Her dream, Leora told me dreamily, was to return to Port Gentil one day, to recapture those happy times and breathe salt air before she died.

When I asked her whether she and her husband had had any children, she shook her head sadly. “Non.”

Leora was unusual in this and many other ways. Not only was she truly elderly – decades older than the fifty-two-year life expectancy for Gabon – but she lived alone. She had no family. She had traveled beyond Lastoursville, she was literate, and she spoke fluent French. She was independent: She supported herself entirely by selling her homemade saucisson sandwiches. And every morning, regardless of the weather, she walked almost a mile to and from the marché in bare feet. …

Oddly, in many ways Leora reminded me of my own mother, whose name was Lee and who would have been close to Leora’s age if she were still alive. Both women were small, thin, and strong as a sailor’s rope; both were a rare blend of spirited and shy, funny and cynical, vulnerable and sinewy. And they both looked at me similarly, with a singular focus, as though I were the most fascinating and baffling creature they had ever seen.

So in Gabon, Leora became my maman. We adopted each other, unofficially. Wordlessly, somehow we agreed that she could depend on me. For as long as I lived in Lastoursville, I would care for her if she fell ill, the way I’d cared for my own mother when she was dying of cancer. And Leora, for as long as she could, would be there at the marché for me – welcoming me with a smile, patting the space beside her, urging me to rest a while, and looking at me wonderingly, as if to ask, Where did you come from?

~ ~ ~ ~ ~ ~

For more on my Peace Corps experience in Gabon, please go to my website’s Home page and scroll down to How to Cook a Crocodile: A Memoir with Recipeswww.bonnieleeblack.com.

And for much more about the U.S. Peace Corps, please visit: www.peacecorps.gov.

18 thoughts on “A PC Memory”

  1. I LOVE this story – of your willingness to break the unspoken code of work life, to adventure beyond the known into the unknown, to trade work security for limitless experiences, and to give to others who may benefit. And, you continue to do so. Keep on keeping on…..

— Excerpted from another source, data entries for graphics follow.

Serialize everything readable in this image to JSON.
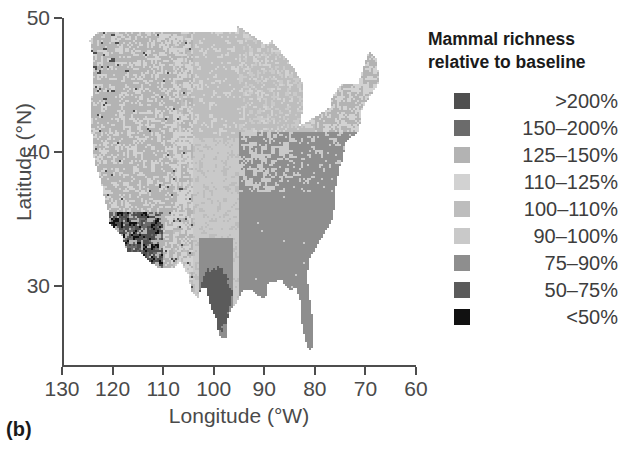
{
  "panel": {
    "label": "(b)"
  },
  "axes": {
    "ylabel": "Latitude (°N)",
    "xlabel": "Longitude (°W)",
    "yticks": [
      "50",
      "40",
      "30"
    ],
    "xticks": [
      "130",
      "120",
      "110",
      "100",
      "90",
      "80",
      "70",
      "60"
    ]
  },
  "legend": {
    "title_line1": "Mammal richness",
    "title_line2": "relative to baseline",
    "items": [
      {
        "label": ">200%",
        "color": "#4f4f4f"
      },
      {
        "label": "150–200%",
        "color": "#6b6b6b"
      },
      {
        "label": "125–150%",
        "color": "#b3b3b3"
      },
      {
        "label": "110–125%",
        "color": "#d2d2d2"
      },
      {
        "label": "100–110%",
        "color": "#bdbdbd"
      },
      {
        "label": "90–100%",
        "color": "#c9c9c9"
      },
      {
        "label": "75–90%",
        "color": "#8e8e8e"
      },
      {
        "label": "50–75%",
        "color": "#5b5b5b"
      },
      {
        "label": "<50%",
        "color": "#111111"
      }
    ]
  },
  "chart_data": {
    "type": "heatmap",
    "title": "Mammal richness relative to baseline",
    "xlabel": "Longitude (°W)",
    "ylabel": "Latitude (°N)",
    "xlim": [
      130,
      60
    ],
    "ylim": [
      24,
      50
    ],
    "grid": false,
    "legend_position": "right",
    "colorbar_categories": [
      ">200%",
      "150–200%",
      "125–150%",
      "110–125%",
      "100–110%",
      "90–100%",
      "75–90%",
      "50–75%",
      "<50%"
    ],
    "colorbar_colors": [
      "#4f4f4f",
      "#6b6b6b",
      "#b3b3b3",
      "#d2d2d2",
      "#bdbdbd",
      "#c9c9c9",
      "#8e8e8e",
      "#5b5b5b",
      "#111111"
    ],
    "cell_size_deg": 0.5,
    "region_summary": [
      {
        "region": "Pacific Northwest",
        "class": "125–150%"
      },
      {
        "region": "Northern Rockies",
        "class": "110–125%"
      },
      {
        "region": "Great Basin",
        "class": "125–150%"
      },
      {
        "region": "Southern California / Arizona",
        "class": "<50%"
      },
      {
        "region": "Great Plains",
        "class": "100–110%"
      },
      {
        "region": "Central Texas",
        "class": "50–75%"
      },
      {
        "region": "Midwest",
        "class": "90–100%"
      },
      {
        "region": "Southeast",
        "class": "75–90%"
      },
      {
        "region": "Florida",
        "class": "75–90%"
      },
      {
        "region": "Northeast / New England",
        "class": "110–125%"
      }
    ]
  }
}
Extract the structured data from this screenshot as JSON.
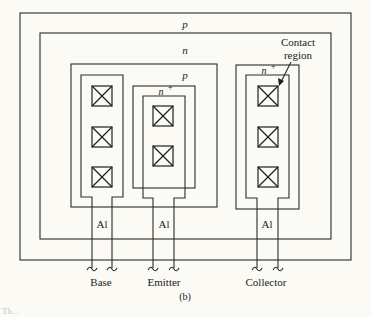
{
  "diagram": {
    "regions": {
      "outer": "p",
      "well": "n",
      "base_diffusion": "p",
      "emitter_diffusion": "n+",
      "collector_contact_diffusion": "n+"
    },
    "region_labels": {
      "outer_p": "p",
      "n": "n",
      "inner_p": "p",
      "emitter_n_base": "n",
      "emitter_n_sup": "+",
      "collector_n_base": "n",
      "collector_n_sup": "+"
    },
    "annotation": {
      "line1": "Contact",
      "line2": "region"
    },
    "metal_label": "Al",
    "terminals": {
      "base": "Base",
      "emitter": "Emitter",
      "collector": "Collector"
    },
    "contacts": {
      "base_count": 3,
      "emitter_count": 2,
      "collector_count": 3
    },
    "subfigure_label": "(b)",
    "partial_caption": "Th..."
  }
}
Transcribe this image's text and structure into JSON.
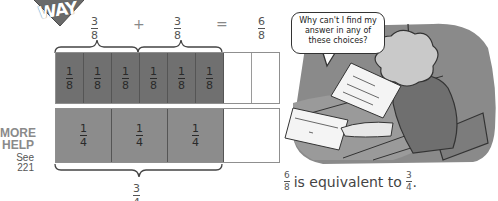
{
  "logo": {
    "text": "WAY",
    "color": "#6a6a6a"
  },
  "equation": {
    "left": {
      "numerator": "3",
      "denominator": "8"
    },
    "plus": "+",
    "right": {
      "numerator": "3",
      "denominator": "8"
    },
    "equals": "=",
    "result": {
      "numerator": "6",
      "denominator": "8"
    }
  },
  "eighths_bar": {
    "cells": [
      {
        "numerator": "1",
        "denominator": "8",
        "filled": true
      },
      {
        "numerator": "1",
        "denominator": "8",
        "filled": true
      },
      {
        "numerator": "1",
        "denominator": "8",
        "filled": true
      },
      {
        "numerator": "1",
        "denominator": "8",
        "filled": true
      },
      {
        "numerator": "1",
        "denominator": "8",
        "filled": true
      },
      {
        "numerator": "1",
        "denominator": "8",
        "filled": true
      },
      {
        "numerator": "",
        "denominator": "",
        "filled": false
      },
      {
        "numerator": "",
        "denominator": "",
        "filled": false
      }
    ],
    "fill_color": "#707070"
  },
  "quarters_bar": {
    "cells": [
      {
        "numerator": "1",
        "denominator": "4",
        "filled": true
      },
      {
        "numerator": "1",
        "denominator": "4",
        "filled": true
      },
      {
        "numerator": "1",
        "denominator": "4",
        "filled": true
      },
      {
        "numerator": "",
        "denominator": "",
        "filled": false
      }
    ],
    "fill_color": "#8c8c8c"
  },
  "bottom_label": {
    "numerator": "3",
    "denominator": "4"
  },
  "more_help": {
    "line1": "MORE",
    "line2": "HELP",
    "see": "See 221"
  },
  "cartoon": {
    "speech": [
      "Why can't I find my",
      "answer in any of",
      "these choices?"
    ]
  },
  "caption": {
    "left": {
      "numerator": "6",
      "denominator": "8"
    },
    "text": "is equivalent to",
    "right": {
      "numerator": "3",
      "denominator": "4"
    },
    "end": "."
  }
}
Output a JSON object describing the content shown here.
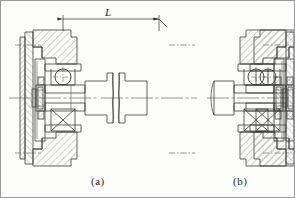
{
  "figure": {
    "type": "engineering-cross-section-drawing",
    "background_color": "#fdfdfb",
    "line_color": "#3a3a3a",
    "hatch_color": "#7d7d7d",
    "centerline_color": "#6b6b6b",
    "border_color": "#9a9a9a"
  },
  "dimensions": {
    "span_label": "L",
    "span_label_style": "italic",
    "arrow_left_x": 62,
    "arrow_right_x": 158,
    "dim_line_y": 18
  },
  "captions": {
    "left": "(a)",
    "right": "(b)"
  },
  "views": [
    {
      "id": "view-a",
      "caption": "(a)",
      "description": "two bearing housings straddling a stepped shaft with break line",
      "components": [
        "housing-left",
        "end-cap-left",
        "ball-bearing-upper-left",
        "roller-bearing-lower-left",
        "shaft",
        "shaft-break",
        "housing-right",
        "end-cap-right",
        "ball-bearing-upper-right",
        "roller-bearing-lower-right"
      ]
    },
    {
      "id": "view-b",
      "caption": "(b)",
      "description": "single bearing housing with short cantilever shaft end",
      "components": [
        "housing",
        "end-cap",
        "ball-bearing-upper",
        "roller-bearing-lower",
        "shaft-stub"
      ]
    }
  ],
  "axes": {
    "main_centerline_y": 97,
    "bolt_centerline_upper_y": 44,
    "bolt_centerline_lower_y": 152
  }
}
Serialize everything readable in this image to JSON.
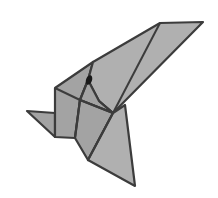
{
  "image": {
    "subject": "origami bird illustration",
    "width": 218,
    "height": 198,
    "colors": {
      "background": "#ffffff",
      "fill": "#a3a3a3",
      "fill_light": "#b0b0b0",
      "edge": "#3c3c3c",
      "eye": "#1a1a1a"
    }
  },
  "shapes": {
    "tail": "27,111 55,113 55,137",
    "head_block": "55,88 93,62 88,80 80,100 75,138 55,137",
    "wing": "93,62 160,23 203,22 113,113 99,101 88,80",
    "neck": "88,80 99,101 113,113 80,100",
    "chest": "80,100 113,113 88,160 75,138",
    "belly": "113,113 125,105 135,186 88,160"
  },
  "fold_lines": [
    "160,23 113,113",
    "55,88 80,100",
    "80,100 113,113",
    "88,80 80,100",
    "80,100 75,138",
    "113,113 88,160",
    "99,101 113,113"
  ],
  "eye": {
    "cx": 89,
    "cy": 80,
    "rx": 3,
    "ry": 5
  }
}
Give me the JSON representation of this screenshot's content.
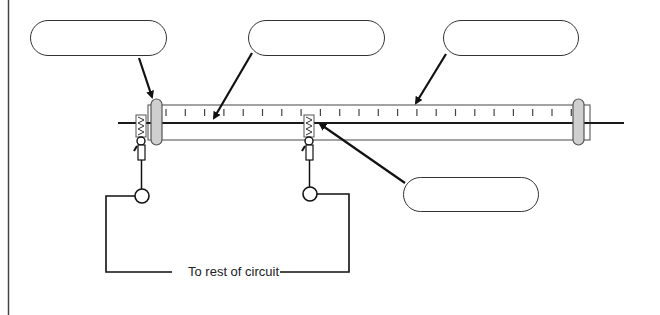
{
  "diagram": {
    "title": "",
    "callouts": [
      {
        "id": "label-1",
        "text": ""
      },
      {
        "id": "label-2",
        "text": ""
      },
      {
        "id": "label-3",
        "text": ""
      },
      {
        "id": "label-4",
        "text": ""
      }
    ],
    "circuit_caption": "To rest of circuit",
    "ruler_tick_count": 22,
    "colors": {
      "line": "#1a1a1a",
      "tube_outline": "#555555",
      "end_cap_fill": "#cfcfcf",
      "callout_border": "#333333",
      "background": "#ffffff"
    }
  }
}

    1. Si, verdad, Querida Te! And Leora, who died as a result of an asthma attack soon after I completed my Peace Corps service and left Gabon, is often in my thoughts and always in my heart.

  2. I briefly considered joining the Peace Corps just as I was to graduate college. I attended an orientation session on campus, but my life took a different turn and I released that notion. I often wondered where it might have taken me and how differently my life would’ve turned out!

  3. As a PC dropout, I live your stories. The book was a delight. I will have to remember who I lent it to. It was well worth sharing. Story telling is an art and you excel. Suzanne

  4. Dear Bon,

    It was lovely to be reminded of this beautiful women, and this wonderful story. It’s too bad that many are uninterested in the efforts of their fellow Americans who are making the world a better place. It’s a shame that the world view held by many extends only to the tip of their nose.

    Love,
    Paul

    1. Thank you, dear Paul. I’m really not so sure that the Peace Corps itself can be credited with “making the world a better place.” But it certainly can be an eye-opening and heart-expanding experience for those who participate. Personally, I feel that all Americans would benefit from such overseas volunteer service.